The Rise of Inference Theft: How Attackers Are Stealing Millions in AI API Calls
Key Takeaways
- ▸Inference theft is a high-margin attack with powerful financial incentives: frontier model calls cost ~$2 each, and attackers can resell stolen inference at deep discounts with zero marginal cost
- ▸Traditional security defenses fail at this threat model; attackers use residential proxies and throwaway accounts deployed at scale to amortize per-session checks across thousands of stolen requests
- ▸Attackers wrap victim APIs with OpenAI/Anthropic-compatible adapters to enable seamless resale through standard clients, repositioning the session boundary post-authentication
Summary
Vercel security research reveals a sophisticated threat landscape where attackers are systematically stealing paid AI inference at scale to resell for profit. Inference theft—the unauthorized use of paid AI API calls either for free consumption or downstream resale—represents one of the highest-margin attacks available to threat actors today. A single prompt to a frontier model can cost $2, making AI inference thousands of times more expensive than traditional API calls. Attackers pay nothing for inference and can resell stolen tokens at even a 5-10% discount while maintaining healthy margins.
The attacks are far more sophisticated than simple rate-limit abuse. Attackers deploy residential proxy services by the thousands to bypass IP-based rate limiting, register throwaway accounts to evade authentication, and crucially, create OpenAI- or Anthropic-compatible adapters that allow stolen inference to be dropped directly into standard client tools. Real-world examples include Chipotlai Max, a forked coding agent that wraps Chipotle's customer-support chatbot as an OpenAI-compatible endpoint, with documented efforts underway to exploit similar endpoints at Home Depot, Lowe's, Target, and Starbucks.
On April 12, 2026, Vercel's own documentation AI chat endpoint became a target, with traffic spiking to 10 times normal volume and reaching 1,300 requests per minute at peak. Traditional web security measures—IP rate limiting and authentication walls—prove insufficient because the per-call economics of inference theft justify the operational costs of circumventing these defenses. Vercel proposes that robust protection requires per-request verification rather than session-level checks, using deep analysis techniques like BotID to validate every individual AI request.
- Protection requires request-level verification, not session-level verification, since amortized checks are defeated by high-volume attacks
- AI endpoints with maximum user control over prompts (playgrounds, general-purpose assistants) are highest-risk, though even constrained endpoints like support bots are vulnerable to prompt injection attacks
Editorial Opinion
This research exposes a troubling asymmetry in AI economics: traditional web security was built for threat models where defeating a defense became expensive relative to the value extracted.
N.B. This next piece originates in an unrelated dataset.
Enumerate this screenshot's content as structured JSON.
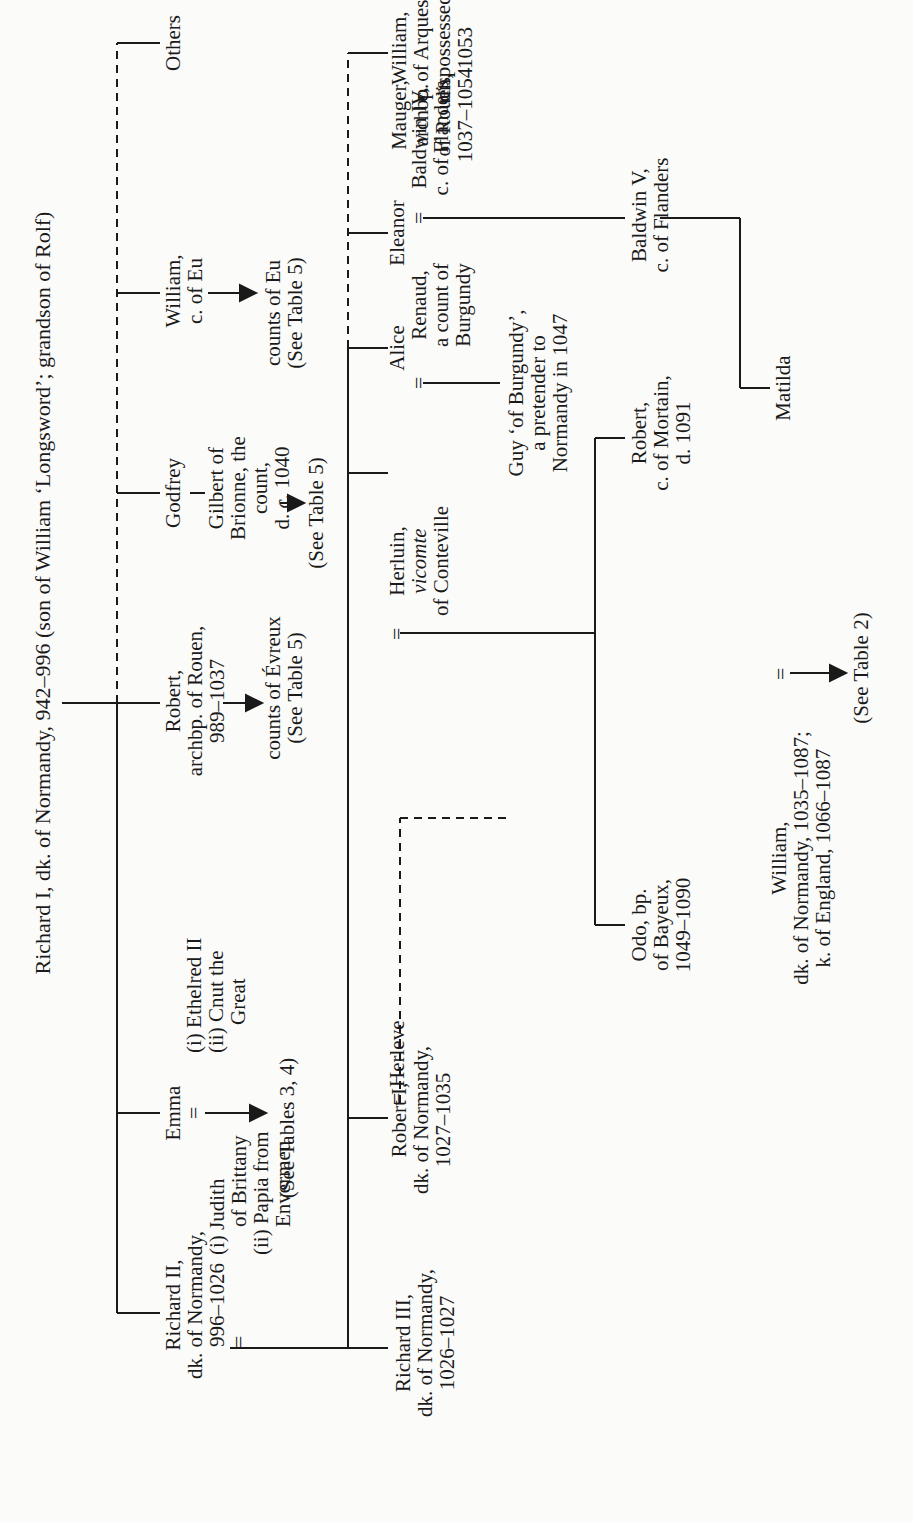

With AI inference, the $2-per-call price point reverses that calculus—the high cost creates irresistible arbitrage opportunities for attackers. Vercel's emphasis on request-level verification is essential, but the deeper issue is that inference resale will remain lucrative as long as a price gap exists between provider rates and market rates. Systemic solutions may require the industry to move beyond endpoint hardening toward broader market transparency and provider-level coordination.